Postcard from Oregon (Aug. 1, 2008)
By Dick Bernard
Special to the Sentry
Greetings from triple digit country! This summer has been a hot one in southern Oregon, with several days over a month’s period of temperatures over 100, keeping daytime activity outdoors to a minimum. As they say in Arizona and the southwest, it’s a ‘dry’ heat.
Translated to Maine that would mean sweltering weather, even worse on the body and the psyche. But heat is heat, so I’m waiting for this coming fall’s respite.
Meantime, besides a change in the weather, there’s been a noticeable change in the public’s perception of just how things are going. Number one attention is being paid, not to the political races going on, but to the economy. As they say out in the countryside, it’s the ‘K’ word: ‘konomy.’ A recent headline in the state’s leading newspwper The Oregonian put it this way: “America is falling apart, literally.” Translated to the local level, that of the counties, we are in trouble. You’ve heard of the expression, ‘running on empty’: that’s us, especially here in Josephine County … Boom is turning into bust.
Of the 36 counties in the state, at least 30 are in shaky fiscal condition, and several, including us, could face bankruptcy. Like the American addiction to a dependency on oil, our local dependency is on a long running federal timber payment, federal money as a compensation for logging on federal lands in the state. We’ve known all along that nature takes a long time to replenish itself, including forests. Well, it’s “comeuppance” time. The federal payments are diminishing and may even disappear. Josephine County has the axe out, not for timber, but for numerous cuts in its budget: no county library, less for social services, less for jails, deputies, juvenile detention, animal patrols. You name it, we’ve cut it.

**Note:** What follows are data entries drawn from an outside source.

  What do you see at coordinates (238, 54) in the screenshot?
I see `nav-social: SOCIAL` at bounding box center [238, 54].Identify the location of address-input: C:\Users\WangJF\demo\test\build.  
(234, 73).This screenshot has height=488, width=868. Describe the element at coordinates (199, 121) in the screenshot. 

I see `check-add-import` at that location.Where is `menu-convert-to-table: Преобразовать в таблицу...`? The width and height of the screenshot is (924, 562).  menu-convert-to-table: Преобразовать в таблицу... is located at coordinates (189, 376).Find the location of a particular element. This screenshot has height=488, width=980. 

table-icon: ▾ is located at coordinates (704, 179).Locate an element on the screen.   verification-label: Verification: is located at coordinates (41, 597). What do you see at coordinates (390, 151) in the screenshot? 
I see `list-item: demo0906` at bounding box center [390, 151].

What to do? Long term, adapt to other sources like tourism, new age electronic manufacturing and services, etc. Short term: raise taxes. In conservative territory like Josephine County, that’s a first class hackle-raiser!
This whole episode is similar to catching monkeys in an African forest: carve out the insides of large gourds, leaving an opening big enough for a monkey hand. Place tasty rice inside. Stake the gourds to a chain and watch. The monkeys arrive, spot the rice and reach in. We hunters approach. The monkeys, fists full of rice attempt to pull out, but it means letting go of the rice. Dilemma! Gotcha!

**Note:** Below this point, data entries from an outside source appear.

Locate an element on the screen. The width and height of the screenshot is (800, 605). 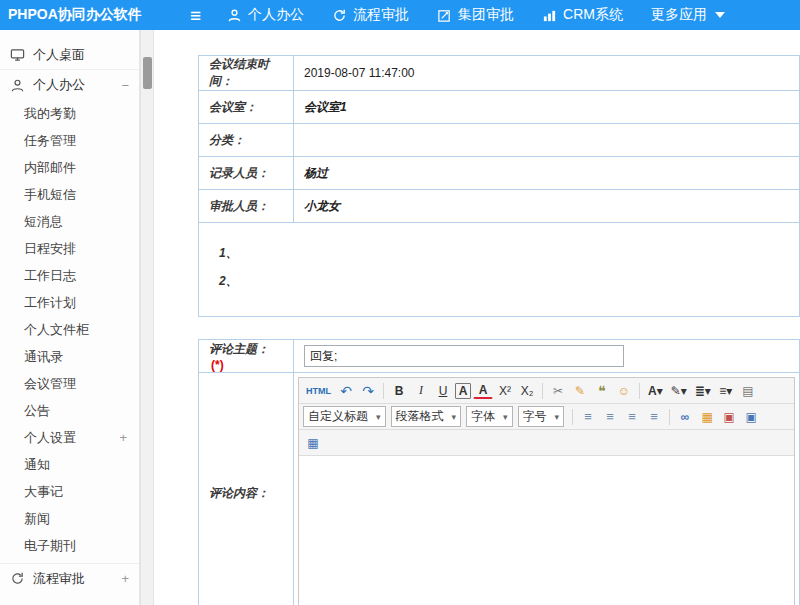
sidebar-label: 通知 is located at coordinates (37, 465).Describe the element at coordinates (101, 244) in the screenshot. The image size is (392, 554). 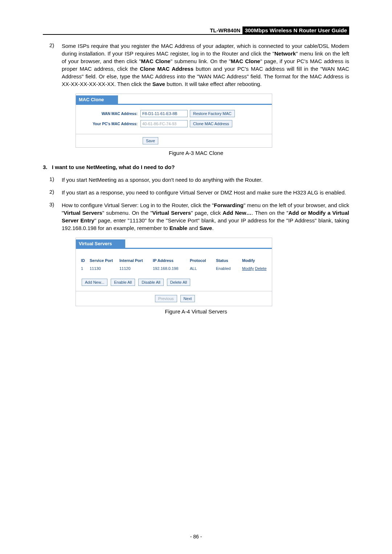
I see `panel-title: Virtual Servers` at that location.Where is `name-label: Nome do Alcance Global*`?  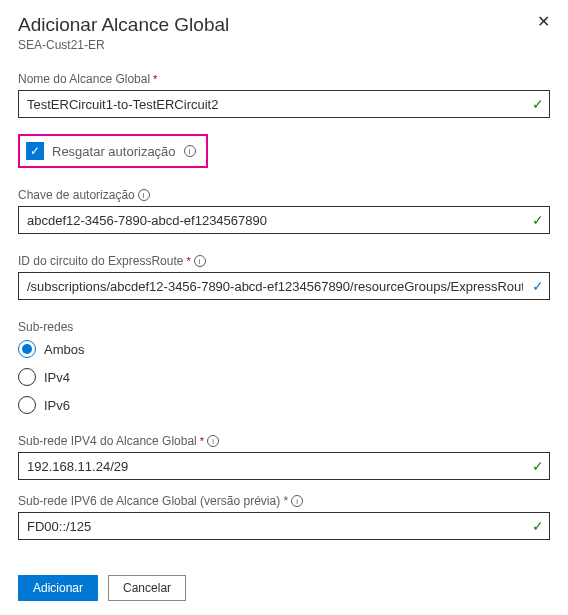 name-label: Nome do Alcance Global* is located at coordinates (284, 79).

That’s the average county resident. Tax revenue will be a fiscal rescue allowing us to escape our fiscal mess. We won’t tolerate it. We let the budget cutters take over, It’s hunker down time. Quality of life diminishes. We get closer and closer to little or no government. Devil takes the hindmost.
This is not news to Mainers. As long as taxes have a negative connotation, resistance is paramount. Change the perception: taxation properly instituted and maintained is an investment in the future. That’s a turn around that’s really difficult to pull off in the face of long held feelings that to impose taxes is the beginning of the end.
So here we are, back to dependency. It will take a magical moment to turn heads and get us to face realities As Adlai Stevenson put it back in the 1950s when he ran for president, ‘what America needs is a swift kick in the pants!’ I think that kick is coming. Do you?
Dick Bernard is a former South Portland resident who now makes his home in Oregon.